Content starts
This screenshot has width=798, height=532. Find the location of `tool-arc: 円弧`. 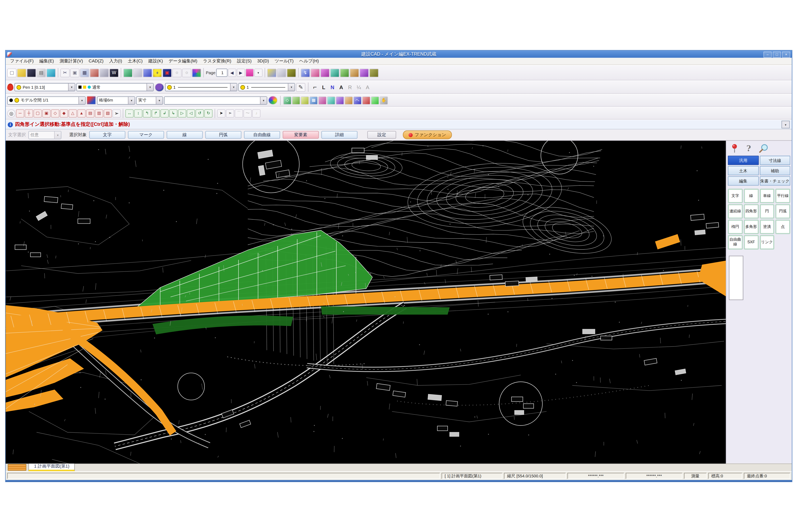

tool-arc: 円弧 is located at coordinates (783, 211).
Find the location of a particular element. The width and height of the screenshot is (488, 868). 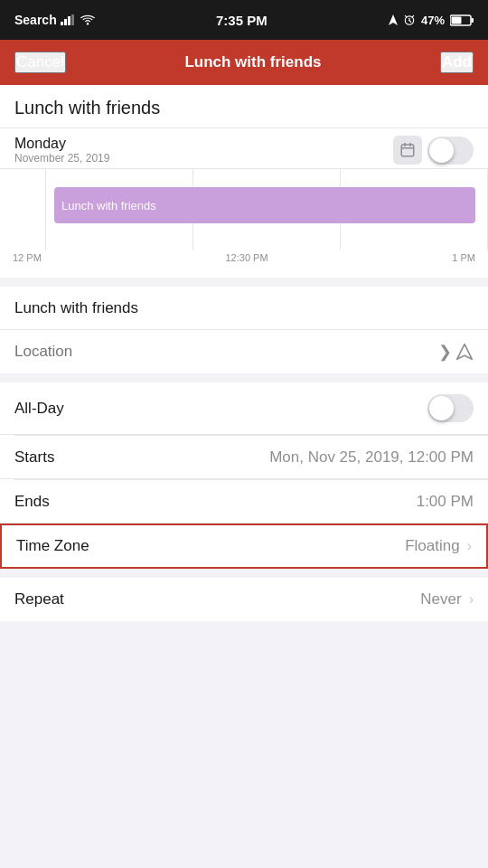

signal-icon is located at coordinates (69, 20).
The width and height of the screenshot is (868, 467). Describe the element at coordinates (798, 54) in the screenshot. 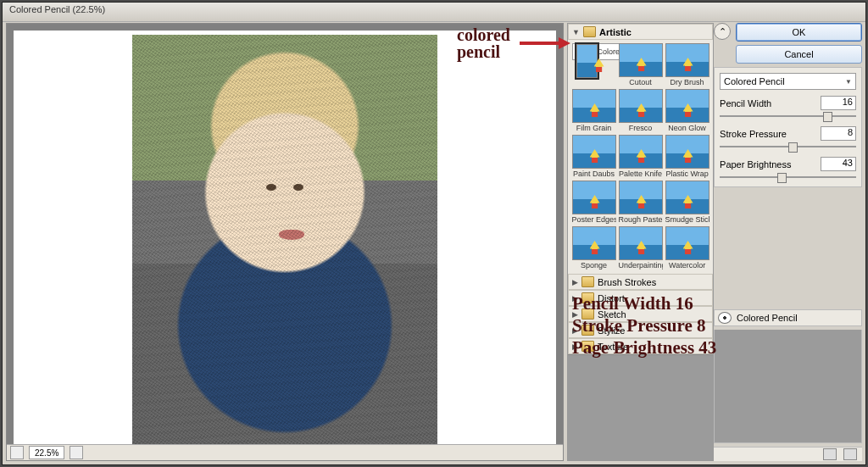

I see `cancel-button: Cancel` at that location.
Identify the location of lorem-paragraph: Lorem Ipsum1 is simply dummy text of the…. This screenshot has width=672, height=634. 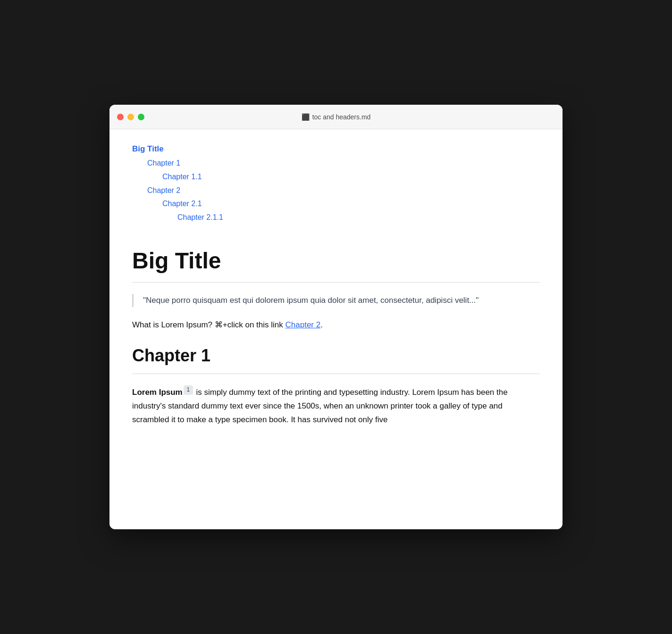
Content ends
Content starts
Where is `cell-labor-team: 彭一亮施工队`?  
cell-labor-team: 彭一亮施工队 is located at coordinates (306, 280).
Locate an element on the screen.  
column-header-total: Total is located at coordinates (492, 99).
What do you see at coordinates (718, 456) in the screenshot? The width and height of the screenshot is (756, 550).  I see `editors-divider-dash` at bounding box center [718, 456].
Content ends
**Your task:** Find the line with "This screenshot has width=798, height=532." and the line with "Identify the location" in the records above. Copy both and all lines between them exactly, without pictures.

**Task answer:**
This screenshot has width=798, height=532. Find the location of `tool-arc: 円弧`. 

tool-arc: 円弧 is located at coordinates (783, 211).
Find the location of a particular element. The width and height of the screenshot is (488, 868). 

signal-icon is located at coordinates (69, 20).
The width and height of the screenshot is (868, 467). Describe the element at coordinates (798, 54) in the screenshot. 

I see `cancel-button: Cancel` at that location.
Identify the location of lorem-paragraph: Lorem Ipsum1 is simply dummy text of the…. This screenshot has width=672, height=634. 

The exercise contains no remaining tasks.